My issue is that I am not sure if you can create a local notification in the background.
In order to do usability testing I'd like to record an iPhone's display along with every user action. I can't modify the application itself however jailbreaking the phone wouldn't be a problem.
Ideally I'd like to get a full resolution video of the screen display with an overlay showing touch events on top of it.
For now the best solution I've found is using a video-out cable and record its output, but with this solution I'd need an external camera to capture what the user was doing and it wouldn't be very precise.
Other ideas?
The application display recorder, found in the big boss repo (cydia) works very well for this.
I have tried MirrorOp (requires JailBreak) and AirSquirrels' Reflector (no JB required) for usability testing.
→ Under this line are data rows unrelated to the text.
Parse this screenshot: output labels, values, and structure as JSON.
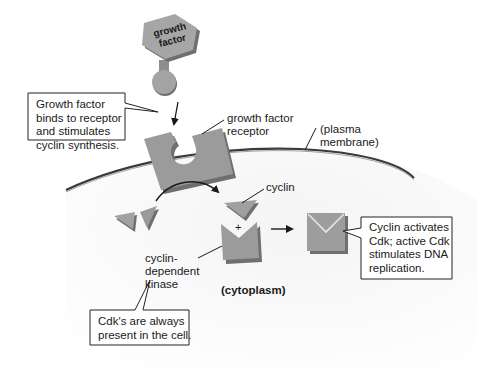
{
  "diagram": {
    "type": "biology-signaling-pathway",
    "colors": {
      "shape_fill": "#9b9b9b",
      "shape_shadow": "#6f6f6f",
      "membrane": "#3a3a3a",
      "cytoplasm_shade": "#efefef",
      "text": "#1a1a1a",
      "callout_border": "#222222"
    },
    "molecules": {
      "growth_factor": {
        "label": "growth\nfactor"
      }
    },
    "labels": {
      "receptor": "growth factor\nreceptor",
      "plasma_membrane": "(plasma\nmembrane)",
      "cyclin": "cyclin",
      "cdk": "cyclin-\ndependent\nkinase",
      "cytoplasm": "(cytoplasm)",
      "plus": "+"
    },
    "callouts": {
      "binding": "Growth factor\nbinds to receptor\nand stimulates\ncyclin synthesis.",
      "activation": "Cyclin activates\nCdk; active Cdk\nstimulates DNA\nreplication.",
      "cdk_presence": "Cdk's are always\npresent in the cell."
    },
    "nodes": [
      {
        "id": "growth-factor",
        "label": "growth factor"
      },
      {
        "id": "receptor",
        "label": "growth factor receptor"
      },
      {
        "id": "cyclin",
        "label": "cyclin"
      },
      {
        "id": "cdk",
        "label": "cyclin-dependent kinase"
      },
      {
        "id": "active-cdk",
        "label": "active Cdk"
      }
    ],
    "edges": [
      {
        "from": "growth-factor",
        "to": "receptor",
        "type": "binds"
      },
      {
        "from": "receptor",
        "to": "cyclin",
        "type": "stimulates synthesis"
      },
      {
        "from": "cyclin",
        "to": "active-cdk",
        "type": "activates",
        "with": "cdk"
      }
    ]
  }
}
Both work very well, but none grab touch feedback. You can use a second camera or a Hug the notebook approach.
When you hold the iPhone to your ear, it detects that there's something (proximity-sensor) and switches off the display.
is it possible to access this sensor in an iPhone app?
It is possible via undocumented System calls, this is how Google's voice search works on the iPhone to start listening when it is close to your ear (or so i'm told). The API isn't publicly exposed though so although google got the app on the store your app might be subject to more scrutiny.
Sorry I can't tell you exactly what the calls are.
I don't think so.
Rather, there aren't any published API's for it.
Google's voice search uses it, but that caused some fuss as they apparently used some unpublished functions.
http://www.iphonehacks.com/2008/11/iphone-app-news.html
EDIT:
To clarify, there are published API's allowing you to turn it on and off, but nothing that will allow you to detect when it has been triggered.
I was able to find this functionality in Apple's documentation here, however I haven't tried it yet.
The UIDevice instance also provides access to the proximity sensor state (described by the proximityState property). The proximity sensor detects whether the user is holding the device close to their face.